One of the key elements of the Brexit negotiations will be to decide how much the UK will have to pay the EU to settle financial obligations undertaken while it was a member. Some EU officials have suggested that the bill should be €100 billion. Many Brits would counter that the right figure is “zero”.
A compromise might be acceptable – provided the UK gets something in return. A figure of around €30bn (£26bn) could be justified based on obligations until 2020. But if the two sides fail to agree a good deal on their future relationship, including any transitional arrangements, the UK can, and should, walk away without paying a penny.
Stepping back a bit, the term “divorce bill” is actually a little misleading. The EU existed before the UK joined and will (probably) last long after the UK has left. It is not, therefore, simply a matter of dividing up assets and liabilities in the same way as a divorcing couple might sell the family home or fight over custody of the dog.
A better analogy is leaving a club. The UK agreed to pay membership fees in return for access to the services provided by the EU and now needs to close its account. What’s more, these are sums that the UK would have had to pay anyway even if it remained a member. As such, the exit bill would not be an additional “cost” of leaving (as many like to claim).
This, however, doesn’t answer the question of why the UK’s contributions can’t simply cease in March 2019 and, especially, why the UK should continue to pay towards EU spending that will take place after the UK’s departure. Indeed, the House of Lords has concluded that, on the basis of Article 50, the UK would be on strong legal ground if it declined to pay any divorce bill at all.
But this approach could backfire. A more flexible stance should increase the chances of getting better terms on other aspects of the negotiations which will ultimately be more important – including a bespoke free trade deal. Rather than sticking to the letter of the law, the UK could earn some goodwill (and tangible benefits) by focusing on the spirit of the past and future partnership.
In particular, the EU made long-term financial commitments during the period of the UK’s membership, (mostly) agreed by the UK, and on the assumption that the UK would continue to contribute. Given this, there is a decent case for arguing that the UK should make its usual payments until the end of the EU’s current Multiannual Financial Framework (MFF), which runs from 2014 to 2020. To return to the club analogy: if you have signed up to a long-term subscription you might still be liable for the whole amount even if you decide to leave early.
My back-of-the-envelope calculations suggest this would imply a divorce bill of around €25bn (net of the UK’s rebate and EU spending in the UK), to cover the period from March 2019 to the end of 2020. I would add a few smaller one-off items, notably a contribution to pension payments for EU officials, which would take the total bill to around €30bn (approximately £26bn).
This would be equivalent to less than three years of the UK’s current annual contributions – arguably a small price to pay to secure a better relationship with substantial advantages long into the future. Depending on how the negotiations play out, it could also cover an interim period after March 2019 when the UK is benefiting from some transitional arrangements.

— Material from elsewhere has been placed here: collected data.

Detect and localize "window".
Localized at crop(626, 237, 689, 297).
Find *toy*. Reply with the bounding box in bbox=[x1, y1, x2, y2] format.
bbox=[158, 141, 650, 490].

However, the EU is asking the UK for a lot more, including large contributions to spending which will take place after 2020. The calculations here become hugely complicated, but the Bruegel think tank has made heroic efforts and the FT’s Alex Barker is good on the politics.
In a nutshell, EU officials have demanded that the UK contribute its full share of the following: current spending up until at least 2020, including on the Common Agricultural Policy and EU running costs; long-term capital spending, including structural funds; and money allocated in current and past MFFs that has not yet been paid out (known by the French term ‘Reste à Liquider’). There is some overlap between these categories, but the key point is that the UK’s usual annual payments would not be enough to cover all of them.
Frankly, this is going too far. The EU needs to adjust its spending to reflect the fact that the UK is leaving and a grace period until the end of 2020 is surely long enough.
The EU is also asking the UK to make large upfront payments for contingencies that may never arise – and then wait years for a repayment. The main item here is guarantees on loans made by the European Investment Bank. It would make more sense to adjust the paperwork so that the UK can remain a counterparty on the current terms rather than require large payments back and forth.
Altogether, the EU’s demands add up to a gross bill of around €100bn. And on this basis, the net bill would still be at least €60bn, even after allowing for the UK’s rebate (itself in doubt), EU spending in the UK, and future refunds on contingency payments.
However, negotiations have only just begun and there is surely room for compromise. My figure of €30bn would be consistent with meeting the EU half-way between their net €60bn and the UK’s fall-back position of zero. But if there is “no deal” by March 2019, the UK should be ready to start saving money straightaway.